I also play exclusively online these days and having something pretty to look at helps to keep peoples attention when it’s not their turn.

Edited by AnomalousAuthor
26 minutes ago, Vek Baustrade said:

Well, that's cool for your table. My point was that it's not standard issue for the game at large. I suspect it is an echo from playing other systems.

Yeah I use maps and such very sparsely because it tends to make players react from a perspective that isn't native to the character. If it gets down to counting squares and all that then I get bored fast. I also think that map play with set distances makes the turn-based feel more pronounced, which to me erodes the feel of action because in reality the enemy does not stand there on your turn and vice versa.

12 minutes ago, AnomalousAuthor said:

I don’t know about that. The beginner games all come with maps, so it’s not like it’s discouraged.

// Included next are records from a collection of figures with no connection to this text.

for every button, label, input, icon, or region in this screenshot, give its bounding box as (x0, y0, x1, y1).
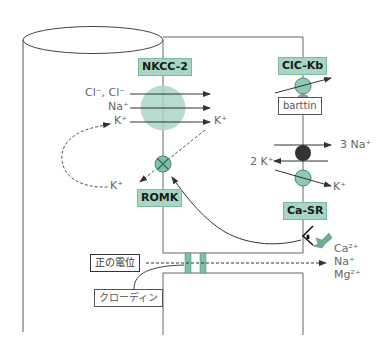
positive-potential-label: 正の電位 (90, 254, 140, 272)
claudin-label: クローディン (94, 289, 163, 307)
ion-3na: 3 Na⁺ (340, 139, 371, 151)
casr-label: Ca-SR (283, 202, 327, 220)
ion-na-para: Na⁺ (334, 256, 355, 268)
claudin-pointer (134, 265, 184, 289)
lower-cell (163, 273, 303, 335)
ion-k-romk: K⁺ (110, 180, 123, 192)
barttin-label: barttin (278, 97, 322, 115)
ion-mg: Mg²⁺ (334, 269, 361, 281)
casr-receptor (303, 226, 332, 248)
ion-ca: Ca²⁺ (334, 243, 359, 255)
ion-k-left: K⁺ (114, 115, 127, 127)
clckb-label: ClC-Kb (278, 57, 327, 75)
ion-cl: Cl⁻, Cl⁻ (85, 87, 125, 99)
ion-na: Na⁺ (108, 101, 129, 113)
nkcc2-transporter (130, 86, 210, 131)
na-k-atpase (274, 145, 331, 161)
romk-channel (155, 156, 171, 172)
k-recycling-path (62, 124, 205, 187)
romk-label: ROMK (137, 189, 182, 207)
casr-inhibition-curve (172, 177, 301, 244)
basolateral-k-channel (275, 170, 331, 186)
ion-k-right: K⁺ (214, 115, 227, 127)
ion-k-basolateral: K⁺ (333, 181, 346, 193)
diagram-canvas (0, 0, 388, 359)
nkcc2-label: NKCC-2 (138, 58, 192, 76)
ion-2k: 2 K⁺ (250, 156, 274, 168)
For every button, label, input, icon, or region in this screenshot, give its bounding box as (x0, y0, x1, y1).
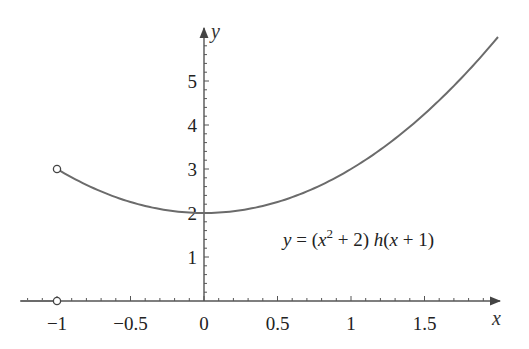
equation-annotation: y = (x2 + 2) h(x + 1) (281, 226, 434, 251)
curve-parabola (57, 37, 498, 213)
y-tick-label: 1 (188, 247, 198, 268)
x-tick-label: 0.5 (266, 313, 290, 334)
chart-plot: −1−0.500.511.5 12345 y x y = (x2 + 2) h(… (0, 0, 529, 349)
y-tick-label: 3 (188, 159, 198, 180)
open-circle-marker (53, 297, 60, 304)
curves (20, 37, 498, 305)
axes: −1−0.500.511.5 12345 y x (25, 20, 501, 334)
open-circle-marker (53, 165, 60, 172)
y-ticks: 12345 (188, 46, 210, 292)
y-tick-label: 4 (188, 115, 198, 136)
x-tick-label: −1 (47, 313, 67, 334)
x-tick-label: 1.5 (413, 313, 437, 334)
y-axis-label: y (209, 20, 220, 43)
x-axis-label: x (491, 307, 501, 329)
x-tick-label: −0.5 (113, 313, 147, 334)
y-tick-label: 5 (188, 71, 198, 92)
x-tick-label: 0 (199, 313, 209, 334)
x-tick-label: 1 (346, 313, 356, 334)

And, I like visual aids. Trying to keep track of relative positioning in an encounter with more than a handful of adversaries and allies can be alot of work otherwise.

I also play exclusively online these days and having something pretty to look at helps to keep peoples attention when it’s not their turn.

I'm all for visual aids. A picture's worth a thousand words and all. I just don't use maps or minis for relative distances. I prefer to keep that aspect of the game descriptive and somewhat abstracted to keep up immersion and pacing.

2 hours ago, Vek Baustrade said:

I'm all for visual aids. A picture's worth a thousand words and all. I just don't use maps or minis for relative distances. I prefer to keep that aspect of the game descriptive and somewhat abstracted to keep up immersion and pacing.

And that’s what is so cool about this system. It’s built to accommodate every style of play.

For personal scale you back out a map based system with big "squares"/grid-cells... I've split digital maps into 17 by 11 sheets that I printed at office depot/max, maybe 10 by 10 squares would be better... the idea is one maneuver let's you move anywhere on the same sheet of paper which is short range, or lets you move one sheet over, if the sheet your on is sheet one, then the next sheet over is sheet 2. Sheets 2 and 3 are medium range, sheets 4 and 5 are long range, extreme range starts at sheet 6. I have a 33 by 55 inch coffee table so using 11 by 17 in sheets of paper extreme range was literally "off the table". That coffee table is currently in my garage because I have a toddler what might bang his head on it. The system I described works very well with minis, which is how we used it.